Civilization is in a race between education and catastrophe. Let us learn the truth and spread it as far and wide as our circumstances allow. For the truth is the greatest weapon we have.
It is only now and then, in a jungle, or amidst the towering white menace of a burnt or burning Australian forest, that Nature strips the moral veils from vegetation and we apprehend its stark ferocity.
A day will come when beings, now latent in our thoughts and hidden in our loins, shall stand upon Earth as a footstool and laugh, and reach out their hands amidst the stars.
The world needs something stronger than any possible rebellion against its peace. In other words it needs a federal world government embodying a new conception of human life as one whole.
I went over the heads of the things a man reckons desirable. No doubt invisibility made it possible to get them, but it made it impossible to enjoy them when they are got.
I often think we do not take this business of photography in a sufficiently serious spirit. Issuing a photograph is like marriage: you can only undo the mischief with infinite woe.

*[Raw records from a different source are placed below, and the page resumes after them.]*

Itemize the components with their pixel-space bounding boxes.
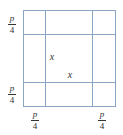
denominator: 4: [100, 121, 105, 131]
numerator: p: [99, 110, 106, 120]
label-bottom-right-p-over-4: p 4: [98, 110, 106, 131]
outer-square: [24, 11, 116, 107]
label-x-vertical: x: [50, 52, 54, 62]
label-left-bottom-p-over-4: p 4: [8, 84, 16, 105]
numerator: p: [32, 110, 39, 120]
denominator: 4: [10, 25, 15, 35]
label-left-top-p-over-4: p 4: [8, 14, 16, 35]
label-x-horizontal: x: [68, 70, 72, 80]
label-bottom-left-p-over-4: p 4: [31, 110, 39, 131]
numerator: p: [9, 84, 16, 94]
denominator: 4: [10, 95, 15, 105]
denominator: 4: [33, 121, 38, 131]
numerator: p: [9, 14, 16, 24]
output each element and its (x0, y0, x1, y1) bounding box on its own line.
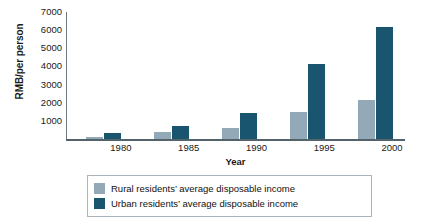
x-tick-label: 1990 (232, 142, 282, 154)
y-tick-label: 5000 (28, 43, 62, 53)
bar-group (154, 12, 189, 139)
legend-label-urban: Urban residents’ average disposable inco… (111, 198, 298, 209)
plot-area (66, 12, 405, 140)
y-tick-label: 6000 (28, 25, 62, 35)
legend-swatch-rural-icon (94, 183, 105, 194)
legend-item-rural: Rural residents’ average disposable inco… (94, 181, 365, 195)
y-tick-label: 1000 (28, 116, 62, 126)
chart-legend: Rural residents’ average disposable inco… (87, 175, 372, 217)
legend-swatch-urban-icon (94, 198, 105, 209)
bar-chart-figure: RMB/per person 1000200030004000500060007… (0, 0, 433, 223)
y-axis-title: RMB/per person (14, 7, 25, 117)
x-tick-label: 1995 (299, 142, 349, 154)
x-axis-line (66, 139, 405, 141)
legend-item-urban: Urban residents’ average disposable inco… (94, 196, 365, 210)
x-axis-tick-labels: 19801985199019952000 (66, 142, 405, 156)
bar-group (290, 12, 325, 139)
bar-rural (358, 100, 375, 139)
x-tick-label: 1985 (164, 142, 214, 154)
bar-rural (290, 112, 307, 139)
y-tick-label: 7000 (28, 7, 62, 17)
bar-rural (222, 128, 239, 139)
bar-group (86, 12, 121, 139)
y-tick-label: 2000 (28, 98, 62, 108)
x-tick-label: 2000 (367, 142, 417, 154)
bar-urban (308, 64, 325, 139)
bars-layer (66, 12, 405, 139)
bar-urban (172, 126, 189, 139)
y-tick-label: 4000 (28, 61, 62, 71)
y-tick-label: 3000 (28, 80, 62, 90)
y-axis-tick-labels: 1000200030004000500060007000 (28, 0, 62, 140)
legend-label-rural: Rural residents’ average disposable inco… (111, 183, 295, 194)
bar-rural (154, 132, 171, 139)
bar-group (222, 12, 257, 139)
x-tick-label: 1980 (96, 142, 146, 154)
bar-urban (376, 27, 393, 139)
x-axis-title: Year (66, 156, 405, 167)
bar-group (358, 12, 393, 139)
bar-urban (240, 113, 257, 139)
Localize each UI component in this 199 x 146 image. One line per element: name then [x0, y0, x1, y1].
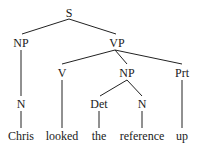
node-v: V: [58, 66, 67, 80]
node-np-object: NP: [119, 66, 135, 80]
node-n-object: N: [138, 97, 147, 111]
edge-vp-v: [62, 50, 115, 64]
word-looked: looked: [46, 129, 79, 143]
word-the: the: [92, 129, 107, 143]
edge-np-det: [100, 80, 127, 96]
edge-np-n: [127, 80, 142, 96]
node-s: S: [66, 6, 73, 20]
edge-s-vp: [69, 19, 116, 34]
edge-s-np: [22, 19, 69, 34]
word-up: up: [176, 129, 188, 143]
node-np-subject: NP: [13, 36, 29, 50]
word-chris: Chris: [8, 129, 34, 143]
tree-edges: [21, 19, 182, 128]
node-n-subject: N: [17, 97, 26, 111]
node-vp: VP: [109, 36, 125, 50]
node-prt: Prt: [175, 66, 190, 80]
syntax-tree: S NP VP N V NP Prt Det N Chris looked th…: [0, 0, 199, 146]
tree-words: Chris looked the reference up: [8, 129, 188, 143]
word-reference: reference: [120, 129, 165, 143]
node-det: Det: [90, 97, 108, 111]
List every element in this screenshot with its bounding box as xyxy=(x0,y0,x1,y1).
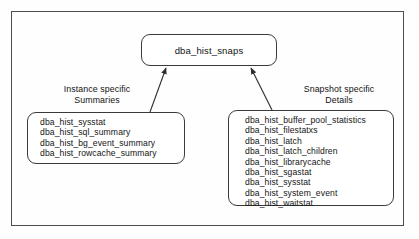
entity-box-snapshot-details[interactable]: dba_hist_buffer_pool_statistics dba_hist… xyxy=(228,110,394,206)
left-group-heading: Instance specific Summaries xyxy=(34,84,160,105)
snapshot-details-list: dba_hist_buffer_pool_statistics dba_hist… xyxy=(245,115,393,209)
entity-box-instance-summaries[interactable]: dba_hist_sysstat dba_hist_sql_summary db… xyxy=(27,112,185,164)
list-item: dba_hist_rowcache_summary xyxy=(40,148,184,158)
list-item: dba_hist_sql_summary xyxy=(40,127,184,137)
left-group-heading-line2: Summaries xyxy=(34,95,160,106)
instance-summaries-list: dba_hist_sysstat dba_hist_sql_summary db… xyxy=(40,117,184,159)
right-group-heading-line1: Snapshot specific xyxy=(278,84,400,95)
left-group-heading-line1: Instance specific xyxy=(34,84,160,95)
right-group-heading: Snapshot specific Details xyxy=(278,84,400,105)
list-item: dba_hist_latch xyxy=(245,136,393,146)
root-entity-label: dba_hist_snaps xyxy=(175,45,244,56)
list-item: dba_hist_sgastat xyxy=(245,167,393,177)
list-item: dba_hist_waitstat xyxy=(245,198,393,208)
list-item: dba_hist_latch_children xyxy=(245,146,393,156)
right-group-heading-line2: Details xyxy=(278,95,400,106)
diagram-canvas: dba_hist_snaps Instance specific Summari… xyxy=(0,0,419,239)
list-item: dba_hist_librarycache xyxy=(245,157,393,167)
list-item: dba_hist_sysstat xyxy=(245,177,393,187)
list-item: dba_hist_sysstat xyxy=(40,117,184,127)
list-item: dba_hist_system_event xyxy=(245,188,393,198)
list-item: dba_hist_bg_event_summary xyxy=(40,138,184,148)
entity-box-root[interactable]: dba_hist_snaps xyxy=(141,34,277,66)
list-item: dba_hist_filestatxs xyxy=(245,125,393,135)
connector-right xyxy=(251,68,272,110)
list-item: dba_hist_buffer_pool_statistics xyxy=(245,115,393,125)
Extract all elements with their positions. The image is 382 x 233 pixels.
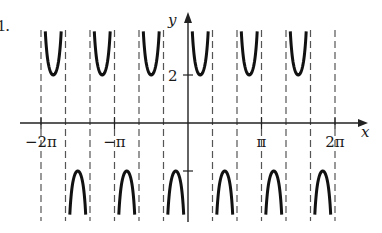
curve-branch-down <box>217 171 233 215</box>
curve-branch-up <box>45 31 61 75</box>
curve-branch-up <box>290 31 306 75</box>
y-axis-label: y <box>167 11 177 29</box>
curve-branch-down <box>70 171 86 215</box>
curve-branch-down <box>168 171 184 215</box>
curve-branch-down <box>266 171 282 215</box>
x-tick-label: −2π <box>25 133 57 151</box>
curve-branch-down <box>315 171 331 215</box>
y-axis-arrow-icon <box>184 12 192 23</box>
csc-graph: −2π−ππ2π x y 2 <box>0 0 382 233</box>
x-axis-label: x <box>361 123 370 141</box>
curve-branch-down <box>119 171 135 215</box>
x-ticks: −2π−ππ2π <box>25 117 345 151</box>
x-tick-label: 2π <box>325 133 345 151</box>
curve-branch-up <box>94 31 110 75</box>
x-tick-label: π <box>257 133 267 151</box>
x-tick-label: −π <box>103 133 126 151</box>
y-tick-label-2: 2 <box>168 67 178 85</box>
curve-branch-up <box>143 31 159 75</box>
curve-branch-up <box>241 31 257 75</box>
curve-branch-up <box>192 31 208 75</box>
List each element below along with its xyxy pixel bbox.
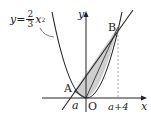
y-axis-label: y <box>78 9 84 20</box>
tick-a-plus-4-label: a+4 <box>108 102 129 112</box>
equation-label: y= 2 3 x 2 <box>10 10 45 29</box>
tick-a-label: a <box>72 100 79 111</box>
fraction-denominator: 3 <box>27 20 33 29</box>
origin-label: O <box>88 101 97 112</box>
line-AB <box>62 10 133 110</box>
point-B-label: B <box>108 22 116 33</box>
point-A-label: A <box>64 83 72 94</box>
equation-fraction: 2 3 <box>26 10 34 29</box>
equation-leader <box>40 28 54 37</box>
y-axis-arrow <box>84 11 89 17</box>
equation-exponent: 2 <box>41 17 45 23</box>
parabola-diagram: y= 2 3 x 2 y x O A B a a+4 <box>0 0 151 116</box>
x-axis-label: x <box>141 101 147 112</box>
segment-OB <box>86 27 118 98</box>
equation-lhs: y= <box>10 14 25 25</box>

Very much indeed of what we call moral education is such an artificial modification and perversion of instinct; pugnacity is trained into courageous self-sacrifice, and suppressed sexuality into religious emotion.
The history of India for many centuries had been happier, less fierce, and more dreamlike than any other history. In these favorable conditions, they built a character - meditative and peaceful and a nation of philosophers such as could nowhere have existed except in India.
Man ... can go up against gravitation in a balloon, and why should he not hope that ultimately he may be able to stop or accelerate his drift along the Time-Dimension, or even turn about and travel the other way.
... when the struggle seems to be drifting definitely towards a world social democracy, there may still be very great delays and disappointments before it becomes an efficient and beneficent world system. Countless people ... will hate the New World Order and will die protesting against it. When we attempt to evaluate its promise, we have to bear in mind the distress of a generation or so of malcontents, many of them quite gallant and graceful-looking people.
But there are times when the little cloud spreads, until it obscures the sky. And those times I look around at my fellow men and I am reminded of some likeness of the beast-people, and I feel as though the animal is surging up in them. And I know they are neither wholly animal nor holy man, but an unstable combination of both.
We have learned now that we cannot regard this planet as being fenced in and a secure abiding place for Man we can never anticipate the unseen good or evil that may come upon us suddenly out of space.
My days I devote to reading and experiments in chemistry, and I spend many of the clear nights in the study of astronomy. There is, though I do not know how there is or why there is, a sense of infinite peace and protection in the glittering hosts of heaven. There it must be, I think, in the vast and eternal laws of matter, and not in the daily cares and sins and troubles of men, that whatever is more than animal within us must find its solace and its hope.